Steve Mayberry, Emanuel's campaign spokesman, countered that the mayor's support proved critical.

"Community groups spent a decade fighting against these coal plants, but faced a City Hall that refused to take action," he said. "Mayor Emanuel heard their concerns and quickly joined the fight, telling Midwest Generation that they needed to either clean up the plants or he would shut them down. This was a fight by hundreds of community activists that he was proud to play a small role in."

Yet Fallon and Maureen Sullivan of the grassroots groups Bridgeport Alliance and Reclaim Chicago, who is running for alderman in the 11th Ward, both pointed out that people protesting against the plants were arrested during Emanuel's first year in office.

"We call on Mayor Emanuel to withdraw his misleading TV commercial and level with the people of Chicago," Sullivan added.

Although Emanuel has boasted of working to close the plants for years, the groups took issue with his use of the issue in his re-election campaign.
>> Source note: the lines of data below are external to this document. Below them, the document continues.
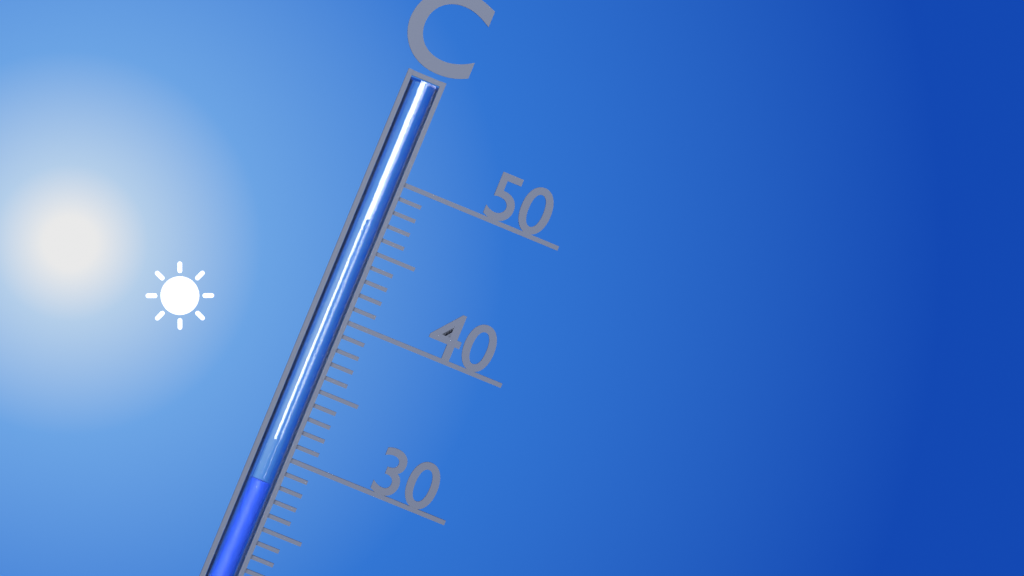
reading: 28 °C
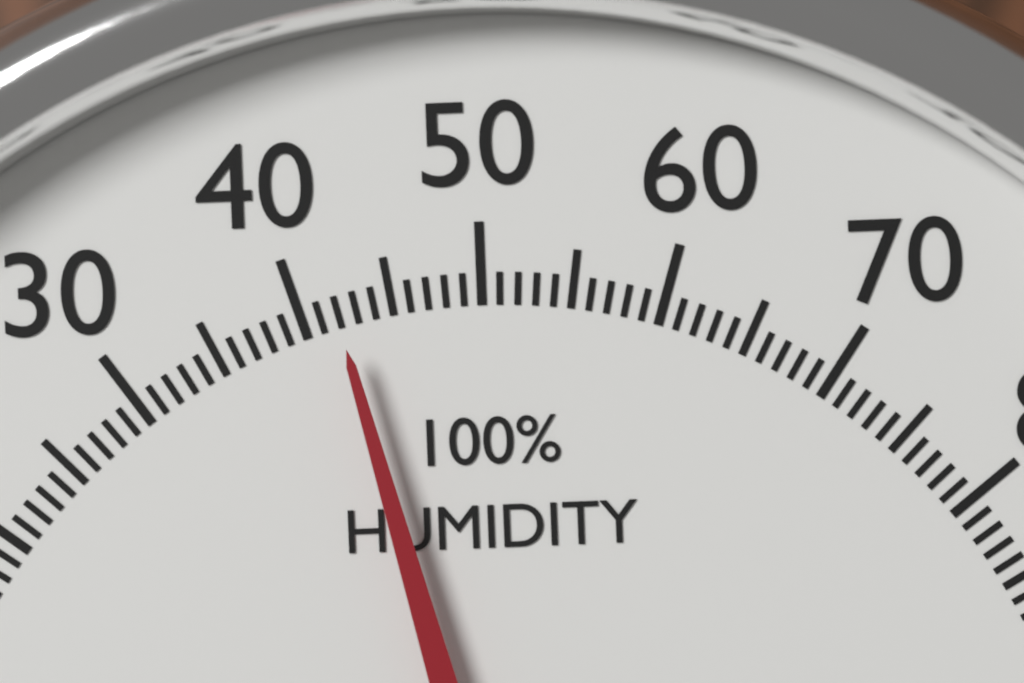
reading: 42 %
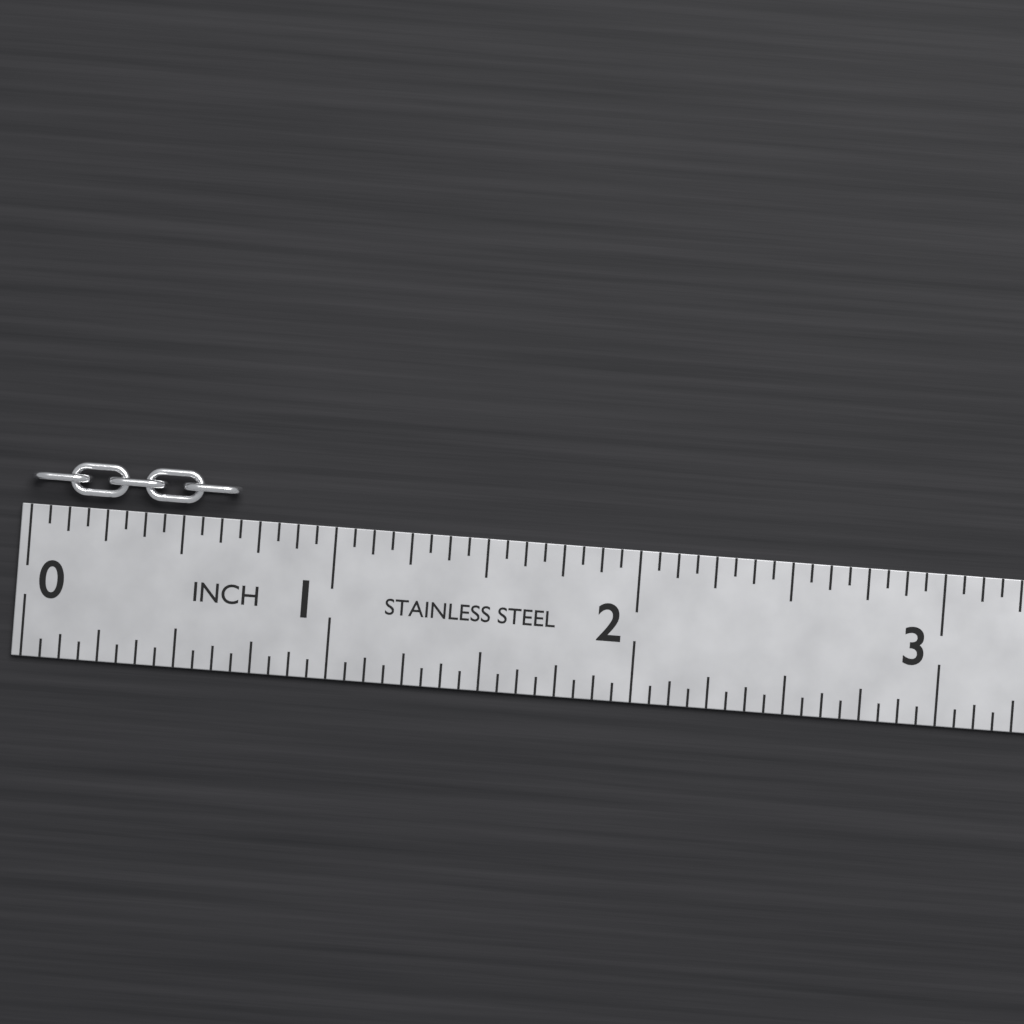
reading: 0.6875 in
All declined to say if they were endorsing one of his nine challengers, with Jerry Mead-Lucero of the Pilsen Environmental Rights and Reform Organization saying that, as a nonprofit, his group can't take a political stance.

Yet that didn't stop him from taking issue with the ad.

"How dare Rahm Emanuel take this victory away from the thousands of residents of Little Village, Pilsen and Bridgeport who were the real ones who fought this struggle for over a decade?" Mead-Lucero said. He called the TV spot "a false ad," adding, "It needs to be removed right away."

"Please stop bragging about work you didn't do," said Byron Sigcho of the Pilsen Alliance, who is running for alderman in the 25th Ward.